Wednesday, December 4, 2013

School daze

Nelson Mandela once said, "education is the most powerful weapon which you can use to change the world." If that's true, the United States is heading forward into the future unarmed. The Program for International Student Assessment (PISA) recently released annual test results and the news remains bad for the United States. Overall, the US ranked 36th. Certainly the results could have been better, but before you think 36th isn't too bad for a world with nearly 200 countries, understand that the PISA scores only compare 64 countries. That means we didn't even finish in the top half of the results. Woo hoo–USA, USA, U..s..um...yeah.

Just about every country you can think of in Asia–China, Japan, Korea, etc.–and Europe–Finland, France, Germany, etc.–ranked ahead of us. There are reasons people can cite as to why. The education systems in many Asian countries, for instance, are more stringent, with a longer school day and a longer school year. And in Europe there's perhaps not as much poverty or racial diversity, which is a challenge we face in the US that other countries don't. But in the sports world, we like to call all of these things excuses. Cite whatever you want. We suck. Period. And notice I didn't say our education system sucks.
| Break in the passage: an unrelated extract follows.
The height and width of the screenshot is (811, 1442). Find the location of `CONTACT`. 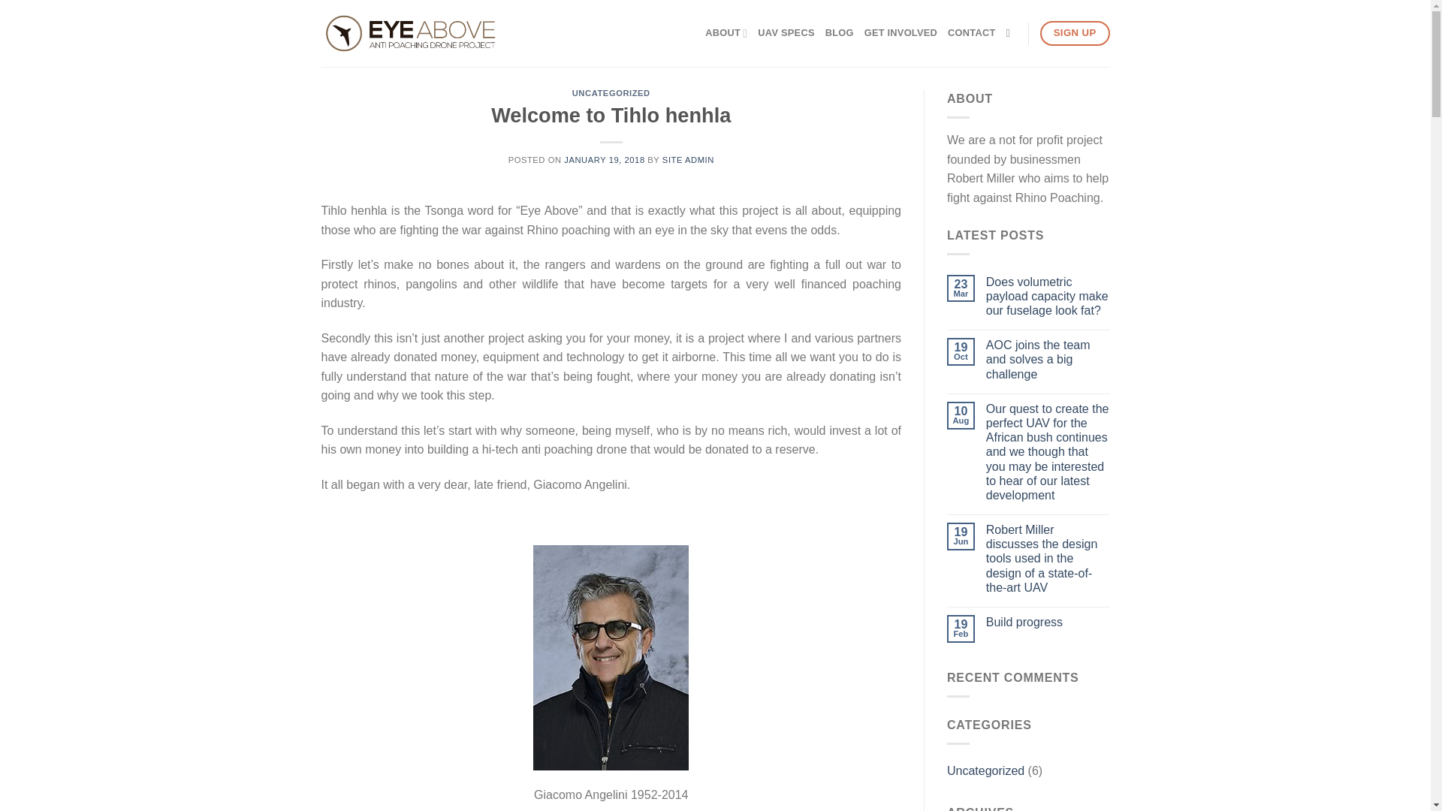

We suck. It's our responsibility. Part of the problem is we collectively blame a group of professionals in the industry without owning any of the utter shame and embarrassment we should all feel by these results.

What's worse is our ability to fix the problem. Every elementary school in my town has a Smart Board in every classroom. Google it if you don't know what I mean. They're pretty cool. We've made class sizes smaller. Built in API standards to measure progress. We've tried not to leave any child behind. We've given ourselves a head start and gotten ourselves hooked on phonics. Through all of this, our PISA scores have not improved AT ALL in the last decade. That's who we are now? The TV, the computer, the airplane, the light bulb and the Post-It note... we came up with all of that; the Miracle on Ice, won the war to end all wars, put a man on the moon–and are still the only country to do so–transplanted a mechanical heart into a dude...who lived afterward...and yet we can't figure out how to improve our education system. Amazing.

As a reporter, I covered schools and school issues extensively. I don't know what the exact cause of the problem is but I know in large part what it's not. The problem doesn't generally exist in the classroom. I know, you've seen Stand and Deliver and Dangerous Minds, but most classrooms in most schools in most places aren't F-bombs and knife fights. The students are reasonably engaged and generally pretty smart. And the teachers are not the problem, either. The number of "bad" teachers is pretty low. So, smart kids and good teachers–what's the problem then?

The kids learn what they are taught. And the teachers teach what they're told to. The process of education, overall, is "here are the things you're expected to know, so know them." Albert Einstein once said, "education isn't the learning of facts, it is the training of the mind to think." The US education system is a "learning of facts" model. In places like Finland, for instance, theirs is a "training of the mind" model.

Our system–Smart Boards not withstanding–is also out of date. Teacher in front of a chalk board, students in desks, lecture, scribble notes. That's how it is today, when I was in school, when my parents were in school and how they taught the kids on the wholesome family-drama Little House on the Prairie. The seven-year old in my house can do Google searches and play videos on Hulu. But he goes to school and learns in the same way Aristotle's students did. It's not what we teach in the classrooms that needs to change, but how we teach. One of the news stories about these results featured a photo with school kids in a classroom, framed by a globe in the foreground. A globe! Kids can view the Earth on a computer using pictures derived from a satellite in space. A globe? Honestly!

And one more area to look at is administration. I don't mean principals and vice principals. I mean people that get elected and appointed to "fix" the mess. The process of administration of education in this country is a total example of "too many cooks spoil the broth." And administrators are expensive. Really expensive. Picketing teachers demanding a pay raise aren't the cause of educational expense. The ten-fold overkill of administrators making six-figure salaries is. Chop costs there and you can raise salaries, buy more technology for classrooms and still save taxpayer money. Except the people making those decisions are the administrators themselves. But if "We, the People," want better test results, we're the ones that need to fix the problem, not them. Of course, it's possible we just enjoy being in 36th place. Hmm, gold, silver, bronze...what is the medal for 36th made of anyway? Balsa wood? Hooray us!